“Erste Improvisation von Langenschwarz in München (19 July 1830)”

A pamphlet containing a direct stenographic recording of a performance by the German improvisatore Maximilian Langenschwarz, published and with a preface by F. X. Gabelsberger. This is the first German improvisation in Bavaria.

Performer Name:
Langenschwarz
Performance Venue:
Munich
Performance Date:
1830
Author:
 
Date Written:
1830
Language:
German
Publication Title:
Erste Improvisation von Langenschwarz in München (19 July 1830) Stenographisch aufgenommen und herausgegeben von F.X. Gabelsberger (k.q. Sekretär und geheimer Canzelist)
Article Title:
 
Page Numbers:
 
Additional Info:
 
Publisher:
 
Place of Publication:
 
Date Published:
 

Text:

[From the Preface:] Die seltene Produktion einer “deutschen Improvisation” welche — meines Wissens die erste in Bayern und namentlich in München — am 19. Juli durch Herrn Langenschwarz im königlichen Hoftheater an der Residenz mit rühmlichster Kunst-Gewandtheit ausgeführt wurde, war mir eine zu schöne und reizende Gelegenheit, einen Beweis der Nützlichkeit und Annehmlichkeit der Stenographie zu liefern, als dass ich es hätte versäumen können, die Leistung der Schnellschreibkunst nach der von mir erfundenen Zeichenschrift mit jener bewunderungswürdigen Produktion in Verbindung zu setzen.
[…]
Am Schlusse seiner poetischen Rede war er übrigens sichtbar sehr erschöpft, so dass er sich mehreremale an einem der Fortepiano’s festzuhalten suchte.

Notes:

The pamphlet consists of 13 pages.

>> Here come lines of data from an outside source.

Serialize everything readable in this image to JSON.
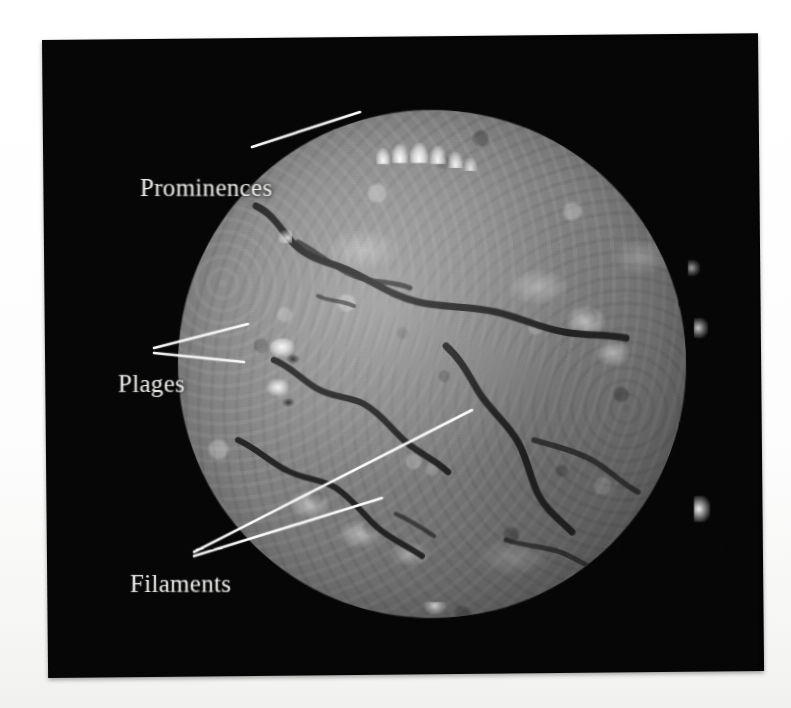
{
  "figure": {
    "medium": "black-and-white photographic plate",
    "background_color": "#ffffff",
    "plate_color": "#040404"
  },
  "annotations": [
    {
      "id": "prominences",
      "label": "Prominences",
      "target": "bright eruptive structures on the upper solar limb",
      "leader_count": 1
    },
    {
      "id": "plages",
      "label": "Plages",
      "target": "two bright patches on the left side of the disk",
      "leader_count": 2
    },
    {
      "id": "filaments",
      "label": "Filaments",
      "target": "two dark sinuous channels across the disk",
      "leader_count": 2
    }
  ],
  "sun": {
    "disk": {
      "center_x": 430,
      "center_y": 364,
      "radius": 254
    },
    "limb_features": {
      "prominences": [
        {
          "x": 352,
          "y": 120
        },
        {
          "x": 368,
          "y": 117
        },
        {
          "x": 384,
          "y": 120
        },
        {
          "x": 401,
          "y": 123
        },
        {
          "x": 416,
          "y": 128
        },
        {
          "x": 246,
          "y": 197
        },
        {
          "x": 666,
          "y": 462
        },
        {
          "x": 664,
          "y": 287
        }
      ]
    },
    "plages": [
      {
        "x": 239,
        "y": 314,
        "size": 18,
        "intensity": "bright"
      },
      {
        "x": 237,
        "y": 353,
        "size": 16,
        "intensity": "bright"
      },
      {
        "x": 540,
        "y": 290,
        "size": 16,
        "intensity": "medium"
      },
      {
        "x": 566,
        "y": 320,
        "size": 13,
        "intensity": "medium"
      },
      {
        "x": 654,
        "y": 396,
        "size": 17,
        "intensity": "bright"
      },
      {
        "x": 270,
        "y": 467,
        "size": 14,
        "intensity": "medium"
      },
      {
        "x": 318,
        "y": 497,
        "size": 13,
        "intensity": "medium"
      },
      {
        "x": 300,
        "y": 290,
        "size": 12,
        "intensity": "soft"
      },
      {
        "x": 380,
        "y": 300,
        "size": 11,
        "intensity": "soft"
      }
    ],
    "filament_paths": [
      "long arc running from the north-east limb down across the disk centre",
      "lower arc curving from the south-west toward disk centre"
    ]
  },
  "colors": {
    "label_text": "#f4f4f2",
    "leader_line": "#ffffff",
    "photo_black": "#040404",
    "page_white": "#ffffff"
  }
}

Gabelsberger’s Preface, dated 21 July 1830, gives details of the performance. Fifty topics were written down by the audience and ten of these were chosen at random by an 8- or 10-year-old girl. Langenschwarz selected five of the ten topics for the evening’s performance. Only the first improvisation, a 45-minute epic poem, was oral. Five further improvisations – Langenschwarz added one to the remaining four prescribed topics – were (speed-)written in about 25 minutes. For some reason the orchestra, and thus the overture, failed to show up, which made Langenschwarz’s task harder at the beginning, but he turned it into a splendid performance. He was accompanied in his improvisation by a lady on a guitar. Other performers included a female singer, a piano duet, a court actor who recited one of the improviser’s pieces, and a violinist. The oral epic poem was in pentameter, alternating feminine and masculine endings, each two of the masculine ones rhyming; it was announced by Langenschwarz as being on Napoleon, Hannibal, Alexander, and Ludwig von Bayern, although in performance Langenschwarz forgot to include Alexander. The written poems were in different stanza forms.